Let say, I access to a server using ssh. In the same time, there is another person accessing that server.
Is it possible to watch what is going on in that person\'s
You can use the small tool script for logging the terminal into a file. The observing party can simply tail -f that file to follow.
This is a much simpler approach, but it works very nicely for most cases
If the other person is using the Linux console, you can use conspy.
Well depending on whether its for 'live' or 'ondemand' purposes, you could replay it online with a service like www.playterm.org.
If you want to share a session on a machine behind a firewall or NAT, you can use the open-source terminal sharing program Termbeamer.
Something nice and easy:
watch -n 1 cat /dev/vcsa1
watch -n 1
refers for the time to refresh.
I also use an approach similar to what Maze said. This is a unidirectional sharing with read-only for the guest. This is how it works:
1) The host starts the script
command writing somewhere where the guest has read access and set the permits as required, for example:
$ script -f /tmp/shared_screen
Script was started....
$ chmod 640 /tmp/shared_screen
$ chgrp shared_group /tmp/shared_screen
The -f
flushes the contents permanently so you'll have a very low delay
2) The guest starts dumping the content of the file:
$ tail -f /tmp/shared_screen
In this case -f
causes tail to wait on more output from the file. Use ctrl-C
to stop displaying the file contents.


- Work item
Copy out each line below in which the string "pixels" appears.

- Information given
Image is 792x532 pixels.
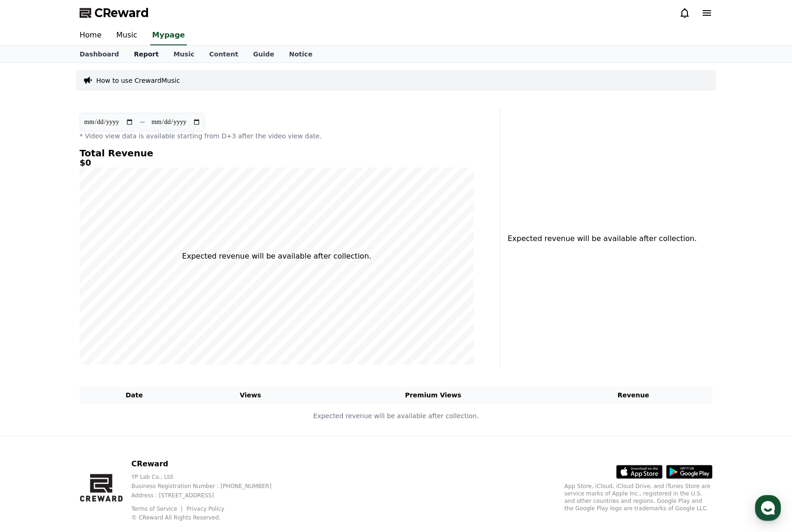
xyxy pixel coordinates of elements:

* * *

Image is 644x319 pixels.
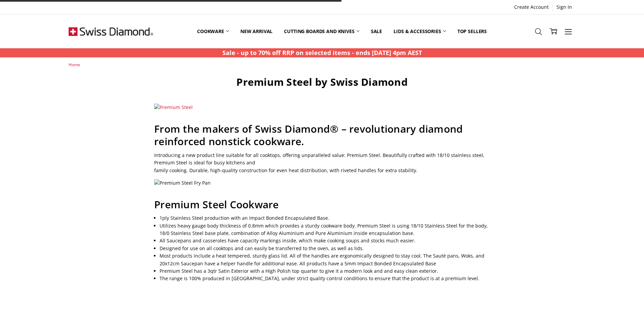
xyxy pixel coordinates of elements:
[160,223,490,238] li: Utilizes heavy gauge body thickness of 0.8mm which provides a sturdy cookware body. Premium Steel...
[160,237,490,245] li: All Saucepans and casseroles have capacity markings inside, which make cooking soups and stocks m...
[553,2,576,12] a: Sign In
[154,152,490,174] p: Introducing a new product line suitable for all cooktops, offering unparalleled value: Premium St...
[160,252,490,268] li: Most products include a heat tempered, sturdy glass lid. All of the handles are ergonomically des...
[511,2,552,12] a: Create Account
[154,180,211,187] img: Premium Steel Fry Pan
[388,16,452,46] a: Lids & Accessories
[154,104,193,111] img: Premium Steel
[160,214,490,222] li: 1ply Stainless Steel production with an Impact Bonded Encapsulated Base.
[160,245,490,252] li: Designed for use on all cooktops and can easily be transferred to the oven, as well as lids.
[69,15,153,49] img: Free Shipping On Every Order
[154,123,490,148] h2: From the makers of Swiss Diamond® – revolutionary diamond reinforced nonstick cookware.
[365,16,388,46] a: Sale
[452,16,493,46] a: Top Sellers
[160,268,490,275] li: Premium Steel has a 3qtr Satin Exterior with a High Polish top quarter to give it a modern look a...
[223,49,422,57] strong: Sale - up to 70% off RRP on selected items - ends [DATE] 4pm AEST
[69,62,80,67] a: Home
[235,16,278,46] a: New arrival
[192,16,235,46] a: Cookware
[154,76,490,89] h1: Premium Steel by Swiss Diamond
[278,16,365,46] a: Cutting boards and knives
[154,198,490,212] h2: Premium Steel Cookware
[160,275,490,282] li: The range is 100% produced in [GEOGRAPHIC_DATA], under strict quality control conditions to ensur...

- Written response
Image is 792x532 pixels.
Image is 644x319 pixels.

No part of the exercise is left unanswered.